Mark Thomas looks at some of the solutions that are key to ensure compliance with GDPR.
As the EU General Data Protection Regulation (GDPR) gathers momentum ahead of the official start date on 25th May 2018, more and more providers are seeking to offer their own solutions to protect business network across the country.
Of course, it is relevant to remember that this applies to EU Citizen data, not all data.
It is also relevant to recall that a business’s data is, in most cases, the business itself. The IT industry has been advising of the importance to secure and backup data for years, so what more is required to follow the GDPR Directive?
Other than a raft of software and hardware providers, the main source of information should come from the Information Commissioners Office (ICO) who have provided their interpretation of the EU’s directive to protect EU citizen’s data in the electronic age.
However, the ICO does not provide specific solutions or recommendations on which products are required to achieve the GDPR compliance. This does confuse matters where, however, by following the steps Lauren discussed in her article you can start to a grip of your data and its location and protect against the loss and potential exposure of EU citizen’s data from your network.
Awareness
The critical factor if to understand what data your business holds on EU citizens, and where that data resides on the network, who has access to it and what devices have access to it.

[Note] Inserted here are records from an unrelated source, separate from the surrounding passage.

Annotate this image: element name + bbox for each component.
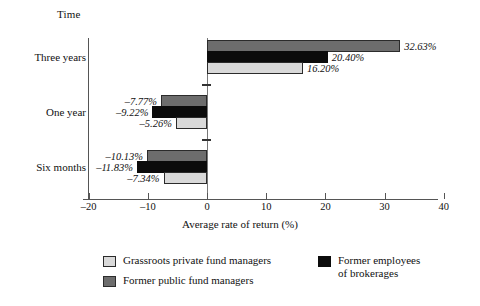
bar-value-label: –7.34% bbox=[127, 173, 159, 184]
bar-chart: Time –20–10010203040 Three yearsOne year… bbox=[0, 0, 480, 306]
bar bbox=[207, 62, 303, 74]
category-separator-tick bbox=[202, 84, 211, 86]
value-axis-tick-label: 10 bbox=[261, 201, 272, 212]
bar-value-label: –5.26% bbox=[140, 118, 172, 129]
legend: Grassroots private fund managers Former … bbox=[0, 248, 480, 304]
legend-swatch-icon bbox=[103, 256, 116, 267]
bar-value-label: 16.20% bbox=[307, 63, 339, 74]
legend-item-label: Former employees of brokerages bbox=[338, 254, 420, 280]
legend-item-grassroots-private-fund-managers: Grassroots private fund managers bbox=[103, 254, 271, 267]
value-axis-tick-label: –10 bbox=[140, 201, 156, 212]
category-axis-title: Time bbox=[57, 8, 81, 20]
bar bbox=[176, 117, 207, 129]
category-label: Six months bbox=[36, 161, 86, 173]
category-label: Three years bbox=[34, 51, 86, 63]
legend-item-label: Grassroots private fund managers bbox=[123, 254, 271, 267]
bar-value-label: –11.83% bbox=[96, 162, 133, 173]
value-axis-line bbox=[83, 199, 438, 200]
bar-value-label: –7.77% bbox=[125, 96, 157, 107]
bar-value-label: –10.13% bbox=[105, 151, 143, 162]
category-label: One year bbox=[46, 106, 86, 118]
value-axis-tick bbox=[385, 193, 386, 199]
category-separator-tick bbox=[202, 139, 211, 141]
bar-value-label: 20.40% bbox=[332, 52, 364, 63]
value-axis-tick bbox=[148, 193, 149, 199]
legend-item-label: Former public fund managers bbox=[123, 274, 253, 287]
value-axis-tick bbox=[325, 193, 326, 199]
legend-swatch-icon bbox=[103, 276, 116, 287]
value-axis-tick-label: 40 bbox=[439, 201, 450, 212]
bar-value-label: –9.22% bbox=[116, 107, 148, 118]
value-axis-tick-label: 30 bbox=[379, 201, 390, 212]
value-axis-tick-label: –20 bbox=[81, 201, 97, 212]
value-axis-tick bbox=[89, 193, 90, 199]
value-axis-tick-label: 20 bbox=[320, 201, 331, 212]
legend-item-former-public-fund-managers: Former public fund managers bbox=[103, 274, 253, 287]
bar bbox=[164, 172, 207, 184]
value-axis-title: Average rate of return (%) bbox=[0, 218, 480, 230]
category-axis-line bbox=[88, 38, 89, 200]
value-axis-tick bbox=[444, 193, 445, 199]
legend-item-former-employees-of-brokerages: Former employees of brokerages bbox=[318, 254, 420, 280]
value-axis-tick bbox=[266, 193, 267, 199]
bar-value-label: 32.63% bbox=[404, 41, 436, 52]
value-axis-tick bbox=[207, 193, 208, 199]
legend-swatch-icon bbox=[318, 256, 331, 267]
value-axis-tick-label: 0 bbox=[204, 201, 209, 212]
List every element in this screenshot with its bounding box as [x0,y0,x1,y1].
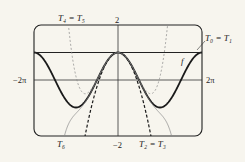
f-label: f [181,57,184,66]
t6-label: T₆ [57,140,65,149]
t4-t5-label: T₄ = T₅ [58,14,85,23]
t0-t1-label: T₀ = T₁ [205,34,232,43]
t2-t3-label: T₂ = T₃ [139,140,166,149]
y-max-tick: 2 [115,16,119,25]
y-min-tick: −2 [113,141,122,150]
x-max-tick: 2π [206,76,215,85]
t0-leader-line [197,41,205,50]
x-min-tick: −2π [13,76,26,85]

This can be determined by asking your IT Partner to work with you on reviewing the IT and Infrastructure and discussing the systems, applications and data locations. Depending on the scale of your business this can be an eye opener and the amount of unsecure location and mobile devices with your business data roaming around the countryside can be a real risk, although this carries a number of solutions to overcome.
Common Sense
As discussed data is your business, no IT system can perform without a process based on data and where EU citizen data is concerned the importance of reviewing this system is heightened. Reviewing your current policies, permissions and security may lead a business to already be prepared, and of course it is sensible to have a protected network so data cannot fall in to the wrong hands – in short businesses ‘should’ already have processes in place to support GDPR. The issues is that data has not been structured in this way before and the importance of protecting the asset of EU citizens data has not been on the agenda until now.
Protection
Internet Security should be a given for all businesses. Protection from viruses, malware and ransomware are all required to ensure the business does not get impacted and lose operational time. The additional layer of protection required is to reduce the opportunist and direct ‘hackers’, or more specifically password guessers. Protecting the perimeter of your data network is now imperative as attacks on business networks to cause disruption, as well as attempts to locate and steal data which could lead to GDPR fines.
This can be achieved through security appliances (managed firewalls) or through two factor authentication – a double layer of logging in to the network with an alternative to passwords, most commonly used where a message is sent via SMS to a phone, or Google Authenticator is used. These are methods to prove you are who you say you are, unless of course you lose your phone and the attacker has access to both your passwords and SMS/authenticator app.
With regards to Firewalls, the dependency on these devices to protect from intruders has become a little complacent as the vast majority of businesses use free or low cost broadband routers with built in firewalls which are never managed or checked for configuration issues. Reviewing the ports open, the password and the WIFI management is an important task for any business.
Data Flow
Once the data has been discovered on the network and devices it is important to monitor the flow of this data and where the risks lie.
The most obvious flow of data out of the organisation would be via email.
Email encryption will be key to those businesses required to advise external providers of customer’s information, where those customers are EU Citizens. A number of Personally Identifiable Information (PII) may be transmitted over email, including of course the information of your employees with Payroll.
Email encryption is available from Sophos, Symantec, Microsoft and also Fusemail early next year, which will authenticate the receiver of the email to deem them safe and provide instructions on how to read the email and its contents.
Motive
Whatever a hacker (attacker, password guesser) has as a motive – whether simply port scanning as a ‘hobby’, or specifically targeting an organisation, the threat is increasing and is becoming a persistent irritant. And that is before the official start of GDPR.
Common sense should prevail and data should be seen as the same as a physical resource – under lock and key.